Scalability and Concurrency Challenge
Tuesday, January 5, 2010 at 20:20 It is interesting, how concepts of separated features and messaging become more important as the distributed applications evolve. I keep encountering these again and again in the solutions at Lokad and in new reads showing up:
- Articles about cloud computing;
- Effectus codebase by Ayende;
- Command-Query Responsibility Segregation by Udi;
- MindTouch Dream principles of building lightweight decoupled services;
- Composite Application theory.
So for the last few weeks I’ve been discovering things like Advanced Message Queue Protocol (reading its specs is a pleasure of its own) and its implementations (Apache Qpid and RabbitMQ). There had also been a different approach to the REST services and concurrency handling as in the inspiring MindTouch Dream framework.
Obviously, the toolset is not your native Microsoft .NET toolset, but:
- MindTouch Dream works natively on Mono and .NET;
- Apache QPID and RabbitMQ have .NET clients;
- It takes just a few lines of code to write .NET Dream Service to act as a gateway between AMQP and REST;
- For some reason I like AMQP more than MSMQ;
- In a current world it takes less than an hour to procure a cheap running server out in the cloud.
It is also interesting to see how REST services and AMQP middleware services have their parallels with the classical composite applications:
- AMQP == EventBroker
- Services == IoC Container environment (roughly)

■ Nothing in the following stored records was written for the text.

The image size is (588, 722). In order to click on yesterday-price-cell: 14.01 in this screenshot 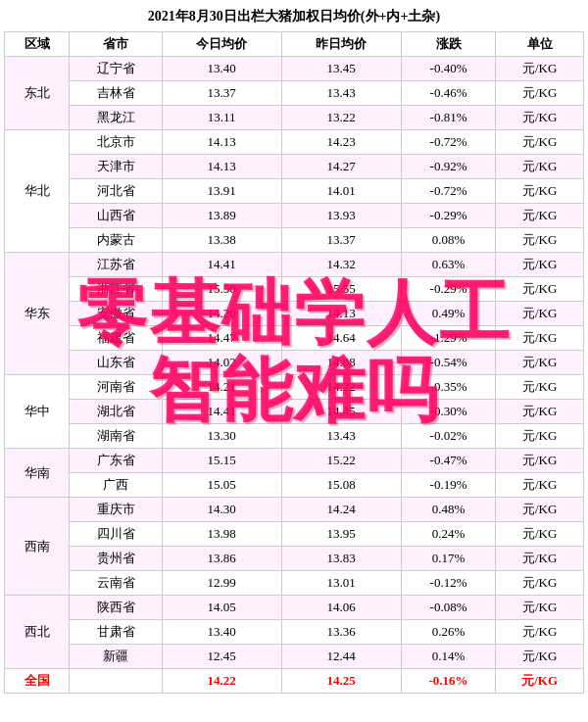, I will do `click(341, 192)`.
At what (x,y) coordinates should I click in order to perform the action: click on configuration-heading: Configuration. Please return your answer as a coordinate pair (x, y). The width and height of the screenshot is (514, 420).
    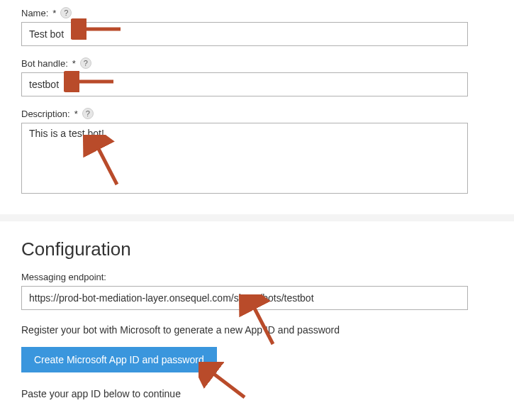
    Looking at the image, I should click on (257, 250).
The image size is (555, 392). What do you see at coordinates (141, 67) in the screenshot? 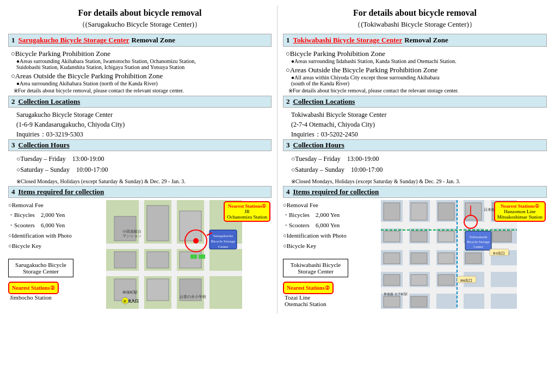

So basically, there are quite a lot of concepts and technological approaches that suddenly start making a lot of sense to me.
At the moment I’m interested in giving a try to build some learning prototype application using these technologies, just for the sake of practicing and learning pros and cons better.
Does anybody know of a common or specific problems out in the field, that require potential scalability and async processing? Something, where scalability, concurrency and sync processing create a lot of challenges.
Update: Jonathan has really nice article about Getting Started with DDDD and CQS (there are a lot of references there as well).